Imagine how many people later on will read your issue (means the issue which you submitted, or which you participated in)
So please, not only when you submit new issues, but also when you
add comments to existing issues, try to help others by obeying these
simple rules.
Since not obeying them makes defect handling more difficult (sometimes much more difficult), people may
tend to not deal with your issues until they are in a shape to
reasonably do so.
For those of you who like it short and simple:
When you report a problem, please submit one issue per problem. There are various reasons for this, amongst them:
A lot of people have to deal with a high number of issues on a
regular basis. Usually, this happens with generating reports about
issues, where the summary of all issues, plus some additional data, is
displayed. Thus, the summary of an issue is of very high importance: If
properly chosen, it allows to
You, as the submitter of a problem, know exactly what you were doing when you were hit by the problem. However, most other people probably don't. For instance, they may have a completely different workflow for doing the same things you are doing.
Even an phrasing as innocent as "format the text as bold" bears the potential for a misunderstanding: You can get a bold text by assigning a style to it, by selecting it and pressing the respective button in the toolbox, by choosing "Style|Bold" from the context menu, by choosing "Format|Character" from the menu or "Character" from the context menu and then doing the change in the dialog. Thus, a problem description such as "When I try to format the text as bold OpenOffice.org crashes" is of nearly no use, since it forces other people to ask back what you meant.
This may be a trivial example, and you could argue that other
people can simply try, and then they will eventually encounter the
problem and thus know what you meant. But, there are reasons against
this:
Please always be aware that often enough, the reader of your issue description does not have the same background, with respect to the particular task you're doing, that you yourself have.
If there is a problem with a particular document, then attach it.
This most often allows people to really easily reproduce your problem
by simply opening the attached document.
If the description how to reproduce a defect (see Provide step-by-step descriptions) exceeds
a certain limit, ask yourself whether you can submit the result of the description as sample
document, and attach it to the issue.
Oh, and one thing: If there is a problem on page 3 of your 1000-page diploma thesis, then please first try if the problem also occurs if you strip all pages except the third one. If so, then please simply attach the stripped version of the document, not all 1000 pages ....
Don't paste large files into the description. For instance, if you're asked to provide a stack of a crash, copy this stack into a file, then attach this file. If you have some Basic macro or Java code which triggers a problem, copy it into a separate file, and attach this file.
The reason here is simple: A 3-pager within the description of an issue makes reading the issue really difficult. Everybody who wants to get an impression of the issue needs to scan through a lot of information which, though definitely important, is of only peripheral interest for them at the moment.
Don't use (only) links to refer to the bug descriptions. Links tend to become outdated over time, so if half a year later, somebody looks at your issue, it has become meaningless.
If there is some external resource describng your problem - fine, link it! But don't rely on links as the only mean for bug descriptions - copy the information which is necessary to reproduce the problem into the issue.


EXERCISE: If an entry below holds a picture, skip the picture and copy everything else exactly.

TASK MATERIAL:
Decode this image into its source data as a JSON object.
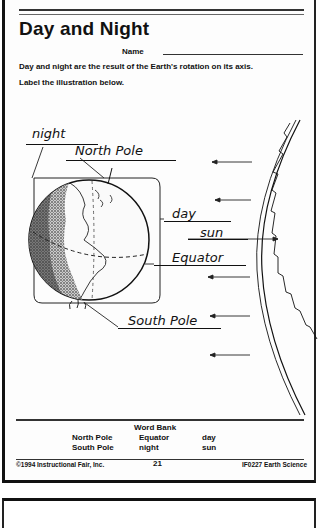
{
  "worksheet": {
    "title": "Day and Night",
    "name_label": "Name",
    "instructions": [
      "Day and night are the result of the Earth's rotation on its axis.",
      "Label the illustration below."
    ],
    "labels": {
      "night": "night",
      "north_pole": "North Pole",
      "day": "day",
      "sun": "sun",
      "equator": "Equator",
      "south_pole": "South Pole"
    },
    "word_bank": {
      "title": "Word Bank",
      "words": [
        "North Pole",
        "South Pole",
        "Equator",
        "night",
        "day",
        "sun"
      ]
    },
    "footer": {
      "copyright": "©1994 Instructional Fair, Inc.",
      "page_number": "21",
      "code": "IF0227 Earth Science"
    }
  },
  "icons": {
    "earth": "earth-globe-illustration",
    "sun": "sun-edge-illustration",
    "arrows": "sunlight-ray-arrows"
  }
}
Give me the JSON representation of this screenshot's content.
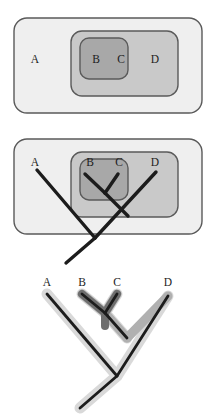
{
  "figure": {
    "taxa": [
      "A",
      "B",
      "C",
      "D"
    ],
    "colors": {
      "outer_set_fill": "#efefef",
      "middle_set_fill": "#c9c9c9",
      "inner_set_fill": "#a8a8a8",
      "set_stroke": "#5a5a5a",
      "branch_stroke": "#1c1c1c",
      "clade_band_outer": "#d9d9d9",
      "clade_band_middle": "#b0b0b0",
      "clade_band_inner": "#6e6e6e",
      "label_color": "#1c1c1c",
      "background": "#ffffff"
    }
  },
  "panel_venn": {
    "name": "nested-sets-panel",
    "sets": [
      {
        "id": "outer",
        "label_for": "A",
        "members": [
          "A",
          "B",
          "C",
          "D"
        ]
      },
      {
        "id": "middle",
        "label_for": "D",
        "members": [
          "B",
          "C",
          "D"
        ]
      },
      {
        "id": "inner",
        "label_for": "BC",
        "members": [
          "B",
          "C"
        ]
      }
    ],
    "labels": [
      {
        "text": "A",
        "x": 35,
        "y": 63
      },
      {
        "text": "B",
        "x": 96,
        "y": 63
      },
      {
        "text": "C",
        "x": 121,
        "y": 63
      },
      {
        "text": "D",
        "x": 155,
        "y": 63
      }
    ]
  },
  "panel_overlay": {
    "name": "nested-sets-with-cladogram-panel",
    "labels": [
      {
        "text": "A",
        "x": 35,
        "y": 36
      },
      {
        "text": "B",
        "x": 90,
        "y": 36
      },
      {
        "text": "C",
        "x": 119,
        "y": 36
      },
      {
        "text": "D",
        "x": 155,
        "y": 36
      }
    ]
  },
  "panel_tree": {
    "name": "cladogram-panel",
    "labels": [
      {
        "text": "A",
        "x": 47,
        "y": 18
      },
      {
        "text": "B",
        "x": 82,
        "y": 18
      },
      {
        "text": "C",
        "x": 117,
        "y": 18
      },
      {
        "text": "D",
        "x": 168,
        "y": 18
      }
    ],
    "clade_bands": [
      {
        "id": "band-bc",
        "taxa": [
          "B",
          "C"
        ],
        "shade": "inner"
      },
      {
        "id": "band-bcd",
        "taxa": [
          "B",
          "C",
          "D"
        ],
        "shade": "middle"
      },
      {
        "id": "band-abcd",
        "taxa": [
          "A",
          "B",
          "C",
          "D"
        ],
        "shade": "outer"
      }
    ]
  }
}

WORKED SOLUTION:
Decode this image into its source data as a JSON object.
{
  "worksheet": {
    "title": "Day and Night",
    "name_label": "Name",
    "instructions": [
      "Day and night are the result of the Earth's rotation on its axis.",
      "Label the illustration below."
    ],
    "labels": {
      "night": "night",
      "north_pole": "North Pole",
      "day": "day",
      "sun": "sun",
      "equator": "Equator",
      "south_pole": "South Pole"
    },
    "word_bank": {
      "title": "Word Bank",
      "words": [
        "North Pole",
        "South Pole",
        "Equator",
        "night",
        "day",
        "sun"
      ]
    },
    "footer": {
      "copyright": "©1994 Instructional Fair, Inc.",
      "page_number": "21",
      "code": "IF0227 Earth Science"
    }
  },
  "icons": {
    "earth": "earth-globe-illustration",
    "sun": "sun-edge-illustration",
    "arrows": "sunlight-ray-arrows"
  }
}
Give me the JSON representation of this screenshot's content.
{
  "figure": {
    "taxa": [
      "A",
      "B",
      "C",
      "D"
    ],
    "colors": {
      "outer_set_fill": "#efefef",
      "middle_set_fill": "#c9c9c9",
      "inner_set_fill": "#a8a8a8",
      "set_stroke": "#5a5a5a",
      "branch_stroke": "#1c1c1c",
      "clade_band_outer": "#d9d9d9",
      "clade_band_middle": "#b0b0b0",
      "clade_band_inner": "#6e6e6e",
      "label_color": "#1c1c1c",
      "background": "#ffffff"
    }
  },
  "panel_venn": {
    "name": "nested-sets-panel",
    "sets": [
      {
        "id": "outer",
        "label_for": "A",
        "members": [
          "A",
          "B",
          "C",
          "D"
        ]
      },
      {
        "id": "middle",
        "label_for": "D",
        "members": [
          "B",
          "C",
          "D"
        ]
      },
      {
        "id": "inner",
        "label_for": "BC",
        "members": [
          "B",
          "C"
        ]
      }
    ],
    "labels": [
      {
        "text": "A",
        "x": 35,
        "y": 63
      },
      {
        "text": "B",
        "x": 96,
        "y": 63
      },
      {
        "text": "C",
        "x": 121,
        "y": 63
      },
      {
        "text": "D",
        "x": 155,
        "y": 63
      }
    ]
  },
  "panel_overlay": {
    "name": "nested-sets-with-cladogram-panel",
    "labels": [
      {
        "text": "A",
        "x": 35,
        "y": 36
      },
      {
        "text": "B",
        "x": 90,
        "y": 36
      },
      {
        "text": "C",
        "x": 119,
        "y": 36
      },
      {
        "text": "D",
        "x": 155,
        "y": 36
      }
    ]
  },
  "panel_tree": {
    "name": "cladogram-panel",
    "labels": [
      {
        "text": "A",
        "x": 47,
        "y": 18
      },
      {
        "text": "B",
        "x": 82,
        "y": 18
      },
      {
        "text": "C",
        "x": 117,
        "y": 18
      },
      {
        "text": "D",
        "x": 168,
        "y": 18
      }
    ],
    "clade_bands": [
      {
        "id": "band-bc",
        "taxa": [
          "B",
          "C"
        ],
        "shade": "inner"
      },
      {
        "id": "band-bcd",
        "taxa": [
          "B",
          "C",
          "D"
        ],
        "shade": "middle"
      },
      {
        "id": "band-abcd",
        "taxa": [
          "A",
          "B",
          "C",
          "D"
        ],
        "shade": "outer"
      }
    ]
  }
}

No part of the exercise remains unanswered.